Earlier than most people think. The standard advice is to start in spring, but on Long Island’s South Shore including East Islip warm air off the Great South Bay can push temperatures above 40°F in late March or early April, which is the threshold at which overwintered adult ticks become active. By the time a lot of homeowners are scheduling their first treatment in May, the highest-risk window of the season is already underway.
Nymphal deer ticks peak in May and June. These are the ticks responsible for the majority of Lyme disease transmissions they’re roughly the size of a poppy seed, nearly impossible to detect before they’ve fed, and they’re most active during the weeks when kids are finishing the school year and spending more time outside. Starting your program in early April puts a barrier in place before that surge hits. Our programs are timed specifically around this calendar, not a generic national template that doesn’t account for South Shore conditions.
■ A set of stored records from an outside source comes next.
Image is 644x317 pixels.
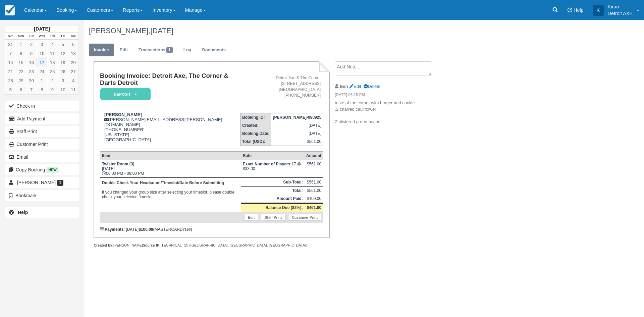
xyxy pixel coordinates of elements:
strong: [PERSON_NAME]-080925 [273,115,321,120]
div: K [593,5,604,16]
a: 10 [36,49,47,58]
div: [PERSON_NAME] [TECHNICAL_ID] ([GEOGRAPHIC_DATA], [GEOGRAPHIC_DATA], [GEOGRAPHIC_DATA]) [94,243,330,248]
button: Check-in [5,101,79,112]
a: 17 [36,58,47,67]
p: taste of the corner with burger and cookie ,2 charred cauliflower 2 blistered green beans [335,100,448,125]
th: Booking ID: [240,113,271,121]
a: Edit [245,214,258,220]
th: Sat [68,33,79,40]
a: 2 [47,76,58,85]
a: 6 [68,40,79,49]
a: 29 [16,76,26,85]
strong: Payments [100,227,124,231]
a: Staff Print [5,126,79,137]
i: Help [568,8,572,12]
td: 17 @ $33.00 [241,160,305,177]
a: 3 [36,40,47,49]
button: Copy Booking New [5,164,79,175]
span: [DATE] [150,27,173,35]
a: 23 [26,67,36,76]
a: 26 [58,67,68,76]
th: Amount Paid: [241,194,305,203]
em: [DATE] 06:15 PM [335,92,448,99]
a: Edit [349,84,361,89]
strong: Ben [340,84,348,89]
a: Customer Print [288,214,321,220]
td: $561.00 [271,138,323,146]
a: 11 [47,49,58,58]
strong: $461.00 [307,205,321,210]
em: Deposit [100,88,151,100]
small: 7198 [183,227,191,231]
a: 22 [16,67,26,76]
a: 8 [36,85,47,94]
div: [PERSON_NAME][EMAIL_ADDRESS][PERSON_NAME][DOMAIN_NAME] [PHONE_NUMBER] [US_STATE] [GEOGRAPHIC_DATA] [100,112,240,142]
td: [DATE] [271,129,323,138]
th: Booking Date: [240,129,271,138]
a: 5 [5,85,16,94]
a: 7 [5,49,16,58]
th: Wed [36,33,47,40]
b: Double Check Your Headcount/Timeslot/Date Before Submitting [102,180,224,185]
th: Tue [26,33,36,40]
a: 6 [16,85,26,94]
h1: Booking Invoice: Detroit Axe, The Corner & Darts Detroit [100,73,240,86]
a: 24 [36,67,47,76]
a: Transactions1 [134,44,178,57]
span: [PERSON_NAME] [17,179,55,185]
a: Deposit [100,88,148,100]
strong: Twister Room (3) [102,162,134,166]
strong: Created by: [94,243,114,247]
a: 20 [68,58,79,67]
a: 5 [58,40,68,49]
a: 18 [47,58,58,67]
a: 19 [58,58,68,67]
td: [DATE] 06:00 PM - 08:00 PM [100,160,241,177]
th: Mon [16,33,26,40]
strong: $100.00 [138,227,153,231]
th: Created: [240,121,271,129]
a: Documents [197,44,231,57]
a: 12 [58,49,68,58]
th: Total: [241,186,305,194]
a: Log [179,44,197,57]
th: Balance Due (82%): [241,203,305,212]
a: Help [5,207,79,218]
th: Thu [47,33,58,40]
th: Fri [58,33,68,40]
a: 25 [47,67,58,76]
span: New [47,167,59,173]
a: Edit [114,44,133,57]
th: Sub-Total: [241,178,305,186]
th: Amount [305,151,323,160]
p: Detroit AXE [608,10,633,16]
a: Customer Print [5,139,79,149]
a: [PERSON_NAME] 1 [5,177,79,188]
div: : [DATE] (MASTERCARD ) [100,227,323,231]
b: Help [18,210,28,215]
td: $100.00 [305,194,323,203]
span: 1 [166,47,173,53]
button: Bookmark [5,190,79,201]
a: 27 [68,67,79,76]
td: $561.00 [305,186,323,194]
a: 4 [47,40,58,49]
strong: Source IP: [143,243,161,247]
button: Add Payment [5,114,79,124]
a: 7 [26,85,36,94]
a: 4 [68,76,79,85]
strong: [PERSON_NAME] [104,112,142,117]
h1: [PERSON_NAME], [89,27,562,35]
a: 14 [5,58,16,67]
a: 1 [36,76,47,85]
button: Email [5,151,79,162]
p: If you changed your group size after selecting your timeslot, please double check your selected t... [102,179,239,200]
div: $561.00 [306,162,321,172]
strong: Exact Number of Players [243,162,292,166]
p: Kiran [608,3,633,10]
img: checkfront-main-nav-mini-logo.png [5,5,15,16]
th: Total (USD): [240,138,271,146]
a: 2 [26,40,36,49]
td: [DATE] [271,121,323,129]
a: 13 [68,49,79,58]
It’s a fair question. Pest control companies can spray for ticks but that’s where their involvement ends. What they can’t do is address the lawn conditions that make your yard a favorable environment for ticks and fleas in the first place. Excessive thatch, poor drainage, overgrown turf, and moisture-retaining soil all create the harborage conditions these pests need to survive between treatments. A spray program applied to a lawn with those underlying issues will work but it has to work harder and more often.
Our approach combines flea and tick control with the lawn health side of the equation: custom blended fertilizer, hydraulic aeration, and turf restoration that reduces thatch, improves drainage, and creates a less hospitable environment for pests at the root level. For East Islip properties especially those with wooded borders, bay-adjacent moisture, or the kind of mature canopy cover left over from old estate lots that integrated approach produces results a standalone spray program simply can’t match. You’re not just treating the symptom. You’re changing the conditions.